A procedure was developed to study black versus white and horizontal versus vertical pattern visual discriminations in a swimming pool. The effects of central cholinergic muscarinic receptor blockade by atropine sulfate was then evaluated. The drug treatment impaired acquisition but not retention. Behavioral observations showed that the control rats used a number of strategies during the process of problem solving that facilitated acquisition of the discrimination. Through modifications of training procedures, the processes of strategy selection and discrimination learning were dissociated. Cholinergic blockade was found to impair strategy selection but not discrimination learning. The results question the widely held view that cholinergic systems are involved in learning and memory and suggest instead that cholinergic systems are involved in the selection of the movements or strategies that are prerequisite for learning.
Neurologieal effects of neonatal depletion of dopamine (DA) were examined during adulthood using a eomprehensive battery of sensory and motor tests. On Postnatal Day 3, rat pups were pretreated with a noradrenaline uptake inhibitor followed by intraventricular mieroinfusion of the neurotoxin 6-hydroxydopamine (6-0HDA) to deplete permanently more than 95 % of striatal dopamine content in the medial and lateral caudate in most animals. Control animals reeeived the noradrenaline uptake inhibitor followed by intraventrieular infusions of vehicle only. It was confirmed that the sensory and motor behaviors ofthe neonatal dopamine-depleted (N-6-0HDA) animals were surprisingly intaet, eonsidering the well-established symptoms of comparable dopamine depletion in adult-operated animals; however, a detailed analysis revealed an array of ehronie abnormalities not previously deteeted. The severity of impairment was linked to the degree of dopamine deficieney. A group ofN-6-0HDA animals (during adulthood) were given an additional, but unilateral, infusion of 6-0HDA into the nigrostriatal tract to further deplete DA in one hemisphere. This treatment eaused severe behavioral asymmetries to emerge whieh were comparable to those observed following the same treatment in eontrol adults. The unusually small level of undepleted DA in the N-6-0HDA animals may have been suffieient to permit sparing of certain functions. Nevertheless, in most behavioral tests, the rats that were most extremely depleted by the neonatal surgery were highly resistant to the additional DA depletion. Thus, neonatal damage may impart unique neural changes in both DAergic and non-DAergic systems that are associated with spared functions. The data may have implications for developmental investigations ofreeovery and sparing offunction, ofParkinson's disease, and of attention al disorders.Pennanent depletion of striatal dopamine (DA) can be achieved by intraventricular infusion of 6-hydroxydopamine (6-0HDA) into neonatal rats (Day 3) pretreated with a noradrenergic uptake inhibitor. The depletion can be nearly total, yet remarkably few behavioral deficits have been reported. Thus, adult-operated rats following intraventricular 6-0HDA infusion show aphagia, adipsia, akinesia, and orientation impainnents (Marshall, Richardson,
Swiss Webster (SW), Dilute Brown Agouti (DBA), and Deer Mice (DM) were tested for acquisition and retention of a learning set place task in the Morris water maze. The learning set consisted of daily placing the hidden platform sequentially at 1 of 4 separate locations in the pool. All animals swam for 63 days in this version of the water task. SW animals were unable to find the platform reliably. The time taken by DBA and DM animals in escaping the pool declined rapidly, reaching asymptote within 21 days. The DM animals reached the platform significantly faster than either SW or DBA mice. Analyses of swim path selection used by the 3 strains indicated clearly that DM mice were the most systematic in the selecting and sequencing from a variety of potential strategies the appropriate methods necessary for the most efficient solution of the problem. The present results suggest that in light of the differences between strains observed in swimming behaviors, investigation of strain differences in the neuroanatomic structures believed to be related to the solving of spatial problems might be useful.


For this exercise, repeat the whole listing below exactly. Leave the pictures out.
[[ Input open ]]
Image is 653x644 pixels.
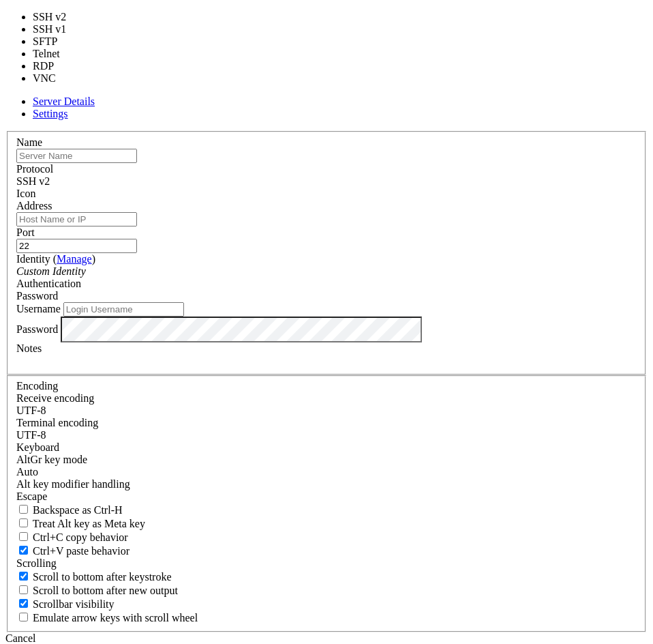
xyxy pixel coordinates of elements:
[33,108,68,119] a: Settings
[33,571,172,582] span: Scroll to bottom after keystroke
[16,429,636,441] div: UTF-8
[16,466,38,477] span: Auto
[16,323,58,334] label: Password
[16,266,86,277] i: Custom Identity
[16,163,53,175] label: Protocol
[19,599,28,607] input: Scrollbar visibility
[33,11,83,23] li: SSH v2
[16,453,87,465] label: Set the expected encoding for data received from the host. If the encodings do not match, visual ...
[16,278,81,289] label: Authentication
[33,48,83,60] li: Telnet
[33,96,95,107] a: Server Details
[33,585,178,596] span: Scroll to bottom after new output
[16,571,172,582] label: Whether to scroll to the bottom on any keystroke.
[33,598,114,609] span: Scrollbar visibility
[16,585,178,596] label: Scroll to bottom after new output.
[16,405,46,416] span: UTF-8
[19,585,28,594] input: Scroll to bottom after new output
[19,532,28,541] input: Ctrl+C copy behavior
[19,572,28,580] input: Scroll to bottom after keystroke
[33,612,198,623] span: Emulate arrow keys with scroll wheel
[16,478,130,490] label: Controls how the Alt key is handled. Escape: Send an ESC prefix. 8-Bit: Add 128 to the typed char...
[16,253,96,265] label: Identity
[16,290,636,302] div: Password
[16,176,50,187] span: SSH v2
[19,518,28,528] input: Treat Alt key as Meta key
[16,136,42,148] label: Name
[33,504,123,515] span: Backspace as Ctrl-H
[16,343,41,354] label: Notes
[16,266,636,278] div: Custom Identity
[16,200,52,211] label: Address
[16,466,636,478] div: Auto
[19,612,28,621] input: Emulate arrow keys with scroll wheel
[33,60,83,72] li: RDP
[53,253,96,265] span: ( )
[16,380,58,391] label: Encoding
[16,405,636,417] div: UTF-8
[16,490,47,502] span: Escape
[16,557,56,569] label: Scrolling
[33,531,129,543] span: Ctrl+C copy behavior
[33,544,129,557] span: Ctrl+V paste behavior
[16,517,145,529] label: Whether the Alt key acts as a Meta key or as a distinct Alt key.
[16,531,129,543] label: Ctrl-C copies if true, send ^C to host if false. Ctrl-Shift-C sends ^C to host if true, copies if...
[33,36,83,48] li: SFTP
[16,504,123,515] label: If true, the backspace should send BS ('\x08', aka ^H). Otherwise the backspace key should send '...
[19,505,28,514] input: Backspace as Ctrl-H
[16,612,198,623] label: When using the alternative screen buffer, and DECCKM (Application Cursor Keys) is active, mouse w...
[33,72,83,84] li: VNC
[16,188,36,199] label: Icon
[16,148,137,163] input: Server Name
[16,212,137,226] input: Host Name or IP
[16,598,114,609] label: The vertical scrollbar mode.
[16,226,35,238] label: Port
[64,302,184,316] input: Login Username
[16,429,46,440] span: UTF-8
[16,417,99,428] label: The default terminal encoding. ISO-2022 enables character map translations (like graphics maps). ...
[16,303,61,314] label: Username
[16,176,636,188] div: SSH v2
[19,545,28,555] input: Ctrl+V paste behavior
[16,392,94,404] label: Set the expected encoding for data received from the host. If the encodings do not match, visual ...
[16,490,636,502] div: Escape
[16,290,58,301] span: Password
[16,544,129,557] label: Ctrl+V pastes if true, sends ^V to host if false. Ctrl+Shift+V sends ^V to host if true, pastes i...
[33,23,83,36] li: SSH v1
[16,441,59,452] label: Keyboard
[33,517,145,529] span: Treat Alt key as Meta key
[56,253,92,265] a: Manage
[16,238,137,253] input: Port Number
[[ Input closed ]]
# Task response
Image is 653x644 pixels.
xyxy pixel coordinates of elements:
[33,108,68,119] a: Settings
[33,571,172,582] span: Scroll to bottom after keystroke
[16,429,636,441] div: UTF-8
[16,466,38,477] span: Auto
[16,323,58,334] label: Password
[16,266,86,277] i: Custom Identity
[16,163,53,175] label: Protocol
[19,599,28,607] input: Scrollbar visibility
[33,11,83,23] li: SSH v2
[16,453,87,465] label: Set the expected encoding for data received from the host. If the encodings do not match, visual ...
[16,278,81,289] label: Authentication
[33,48,83,60] li: Telnet
[33,96,95,107] a: Server Details
[33,585,178,596] span: Scroll to bottom after new output
[16,571,172,582] label: Whether to scroll to the bottom on any keystroke.
[33,598,114,609] span: Scrollbar visibility
[16,585,178,596] label: Scroll to bottom after new output.
[16,405,46,416] span: UTF-8
[19,585,28,594] input: Scroll to bottom after new output
[19,532,28,541] input: Ctrl+C copy behavior
[19,572,28,580] input: Scroll to bottom after keystroke
[33,612,198,623] span: Emulate arrow keys with scroll wheel
[16,478,130,490] label: Controls how the Alt key is handled. Escape: Send an ESC prefix. 8-Bit: Add 128 to the typed char...
[16,253,96,265] label: Identity
[16,290,636,302] div: Password
[16,176,50,187] span: SSH v2
[19,518,28,528] input: Treat Alt key as Meta key
[16,136,42,148] label: Name
[33,504,123,515] span: Backspace as Ctrl-H
[16,343,41,354] label: Notes
[16,266,636,278] div: Custom Identity
[16,200,52,211] label: Address
[16,466,636,478] div: Auto
[19,612,28,621] input: Emulate arrow keys with scroll wheel
[33,60,83,72] li: RDP
[53,253,96,265] span: ( )
[16,380,58,391] label: Encoding
[16,405,636,417] div: UTF-8
[16,490,47,502] span: Escape
[16,557,56,569] label: Scrolling
[33,531,129,543] span: Ctrl+C copy behavior
[33,544,129,557] span: Ctrl+V paste behavior
[16,517,145,529] label: Whether the Alt key acts as a Meta key or as a distinct Alt key.
[16,531,129,543] label: Ctrl-C copies if true, send ^C to host if false. Ctrl-Shift-C sends ^C to host if true, copies if...
[33,36,83,48] li: SFTP
[16,504,123,515] label: If true, the backspace should send BS ('\x08', aka ^H). Otherwise the backspace key should send '...
[19,505,28,514] input: Backspace as Ctrl-H
[16,612,198,623] label: When using the alternative screen buffer, and DECCKM (Application Cursor Keys) is active, mouse w...
[33,72,83,84] li: VNC
[16,188,36,199] label: Icon
[16,148,137,163] input: Server Name
[16,212,137,226] input: Host Name or IP
[16,598,114,609] label: The vertical scrollbar mode.
[16,226,35,238] label: Port
[64,302,184,316] input: Login Username
[16,429,46,440] span: UTF-8
[16,417,99,428] label: The default terminal encoding. ISO-2022 enables character map translations (like graphics maps). ...
[16,303,61,314] label: Username
[16,176,636,188] div: SSH v2
[19,545,28,555] input: Ctrl+V paste behavior
[16,392,94,404] label: Set the expected encoding for data received from the host. If the encodings do not match, visual ...
[16,490,636,502] div: Escape
[16,290,58,301] span: Password
[16,544,129,557] label: Ctrl+V pastes if true, sends ^V to host if false. Ctrl+Shift+V sends ^V to host if true, pastes i...
[33,23,83,36] li: SSH v1
[16,441,59,452] label: Keyboard
[33,517,145,529] span: Treat Alt key as Meta key
[56,253,92,265] a: Manage
[16,238,137,253] input: Port Number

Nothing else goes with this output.